The records START

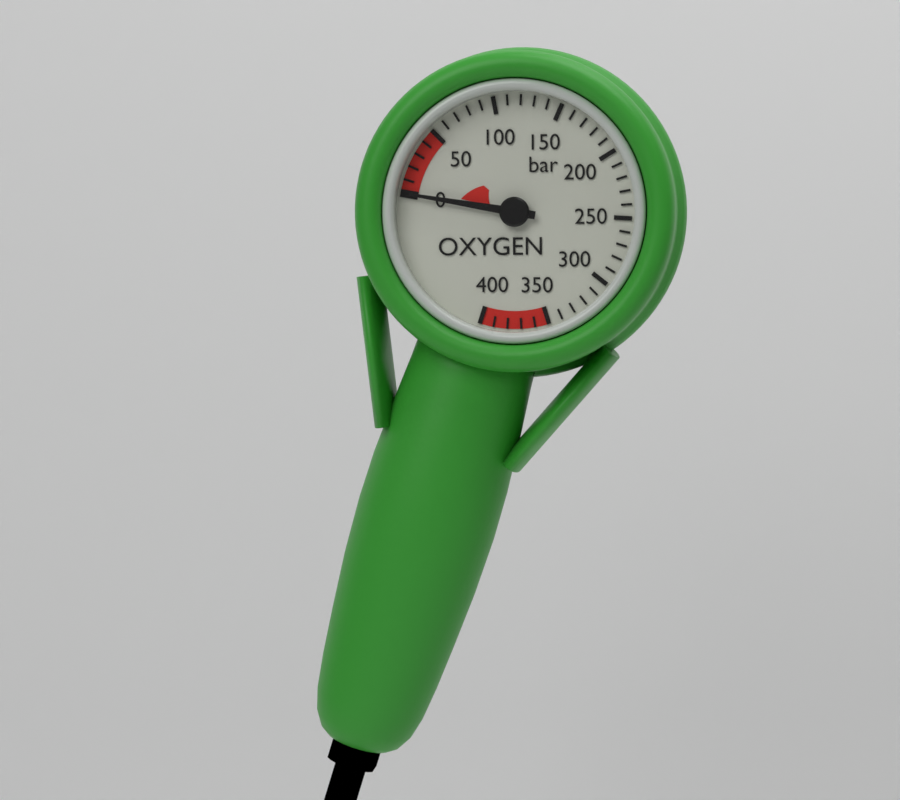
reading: 0 bar
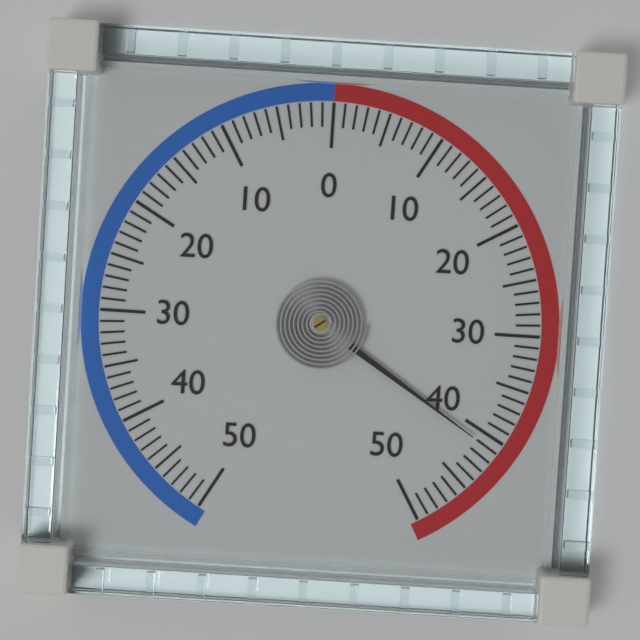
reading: 41 (no unit)
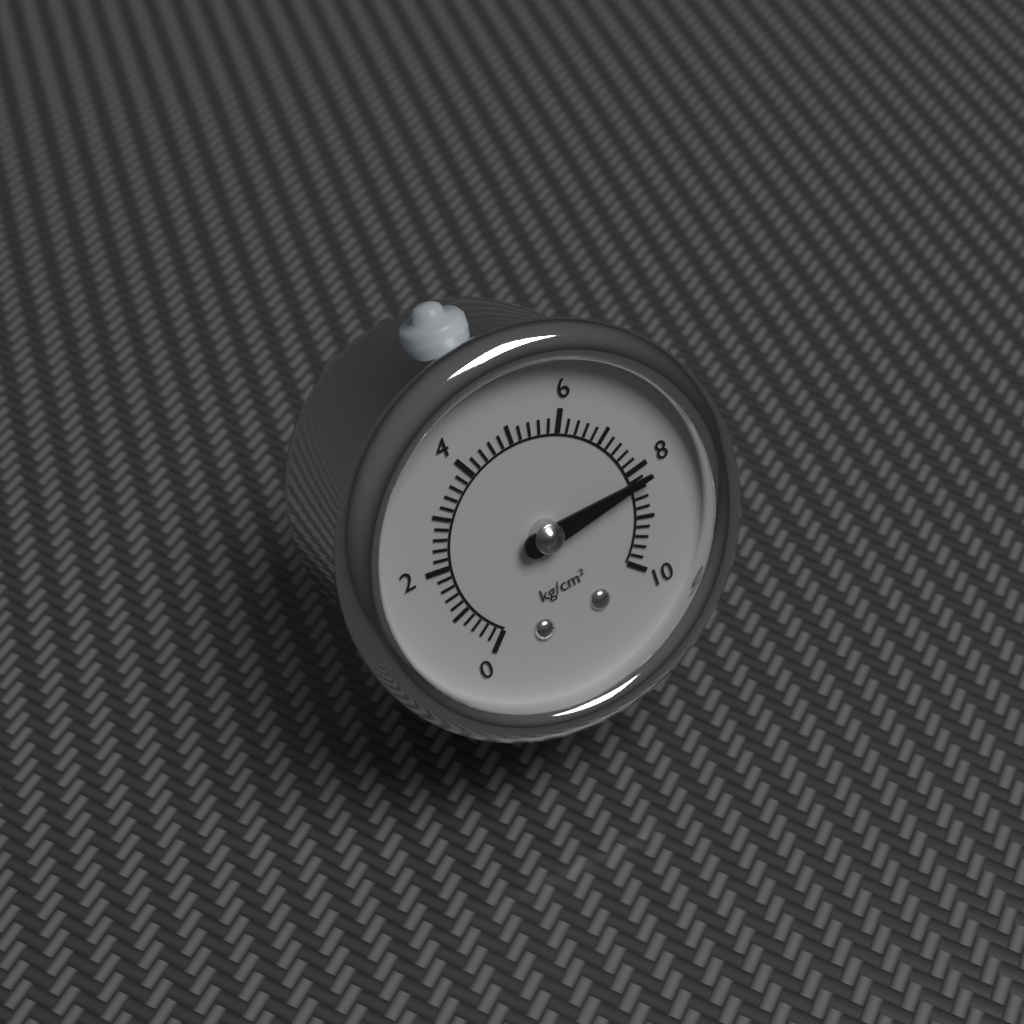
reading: 8.2 kg/cm²
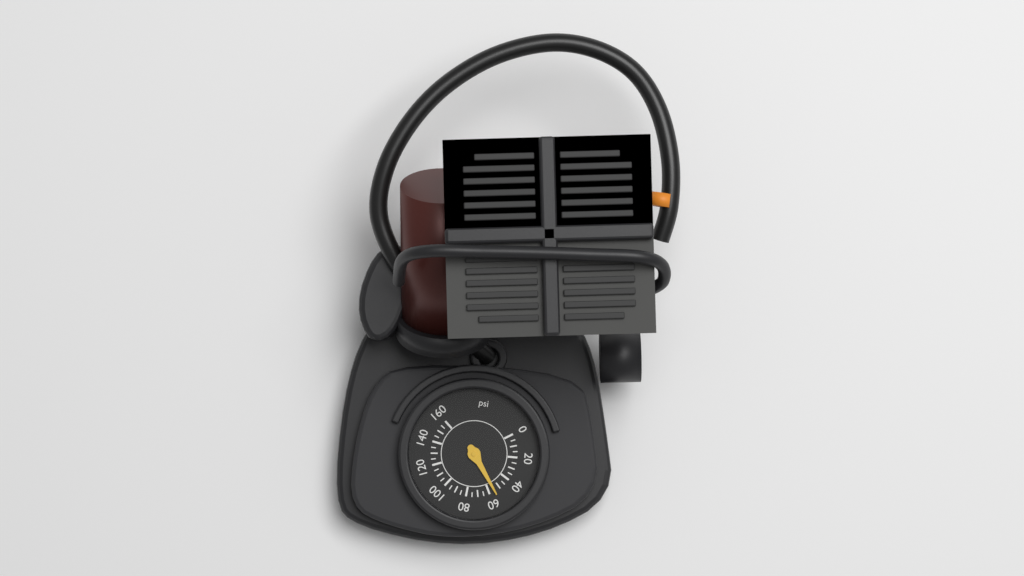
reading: 55 psi
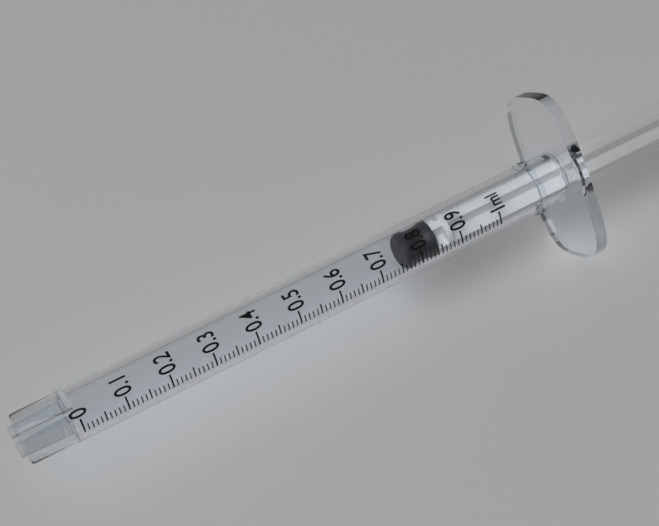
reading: 0.77 ml
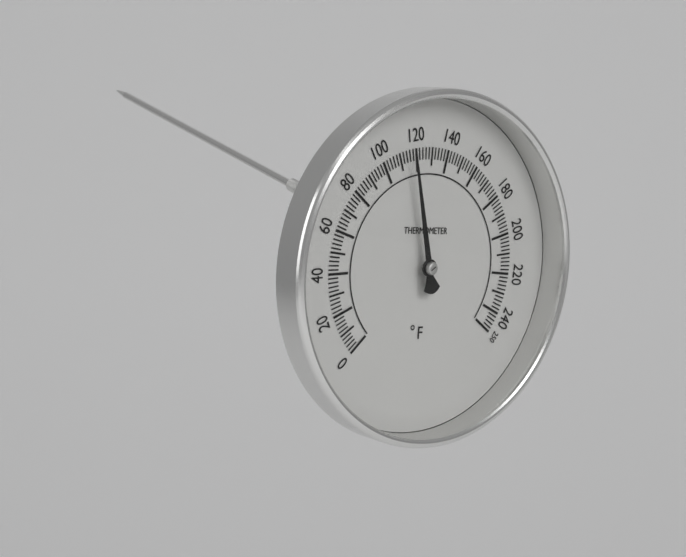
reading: 116 °F
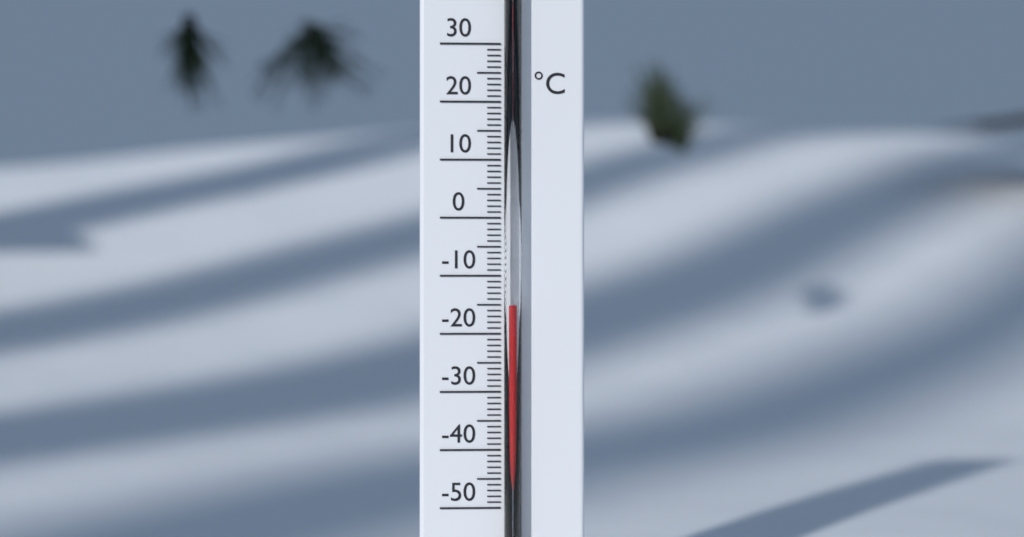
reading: -15 °C
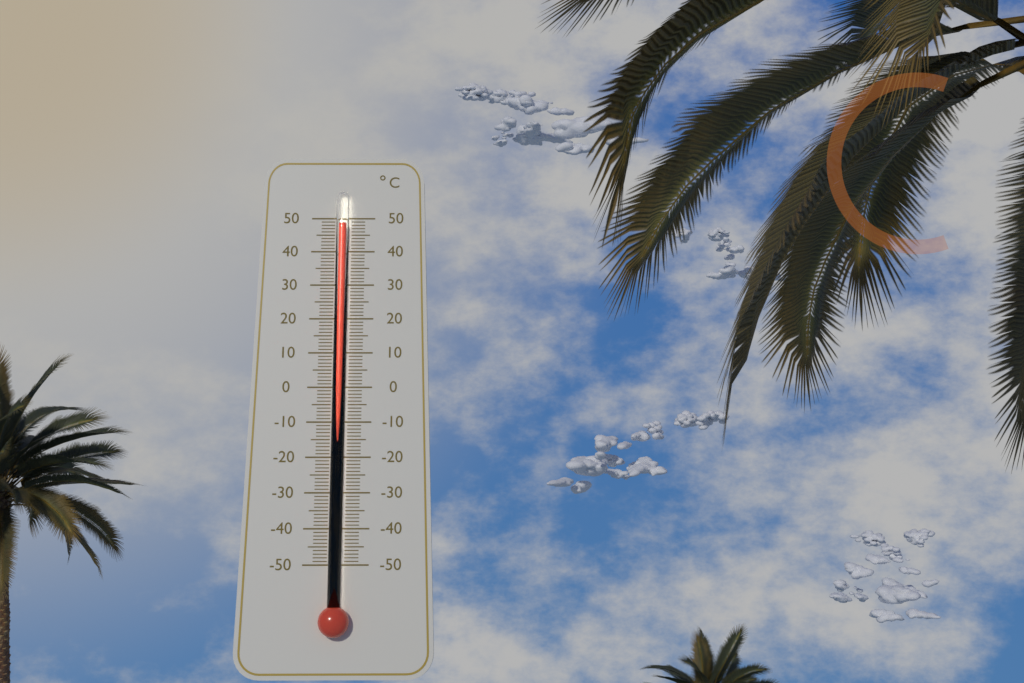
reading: 48 °C
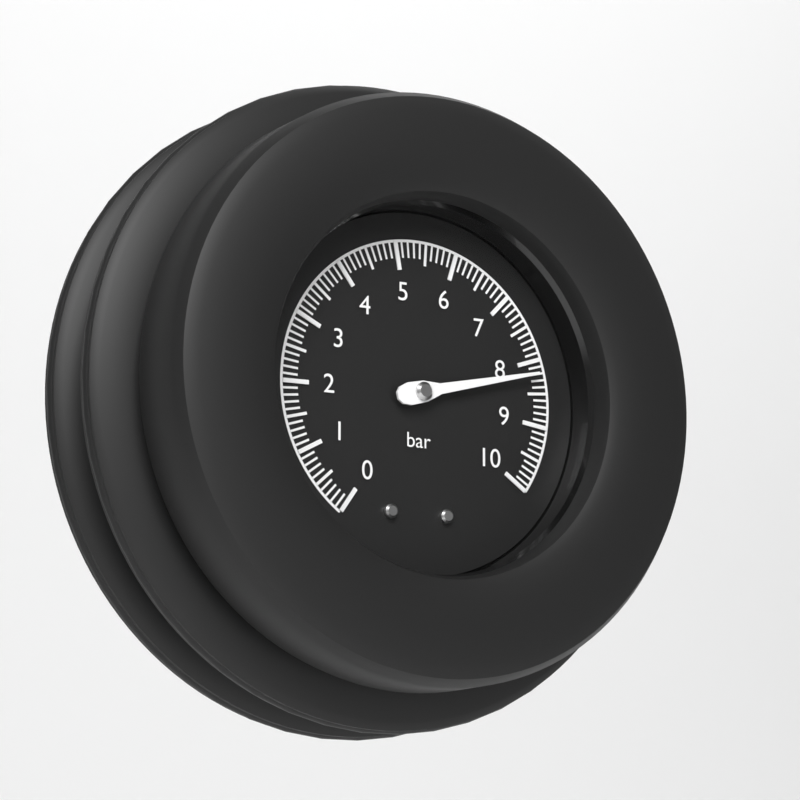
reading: 8.2 bar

The records END

## Assignment
In the data, the line that contains "reading: 41 (no unit)" begins the part to write out; restate it and each line after it word for word through the end, with no pictures.

## Solution
reading: 41 (no unit)
reading: 8.2 kg/cm²
reading: 55 psi
reading: 0.77 ml
reading: 116 °F
reading: -15 °C
reading: 48 °C
reading: 8.2 bar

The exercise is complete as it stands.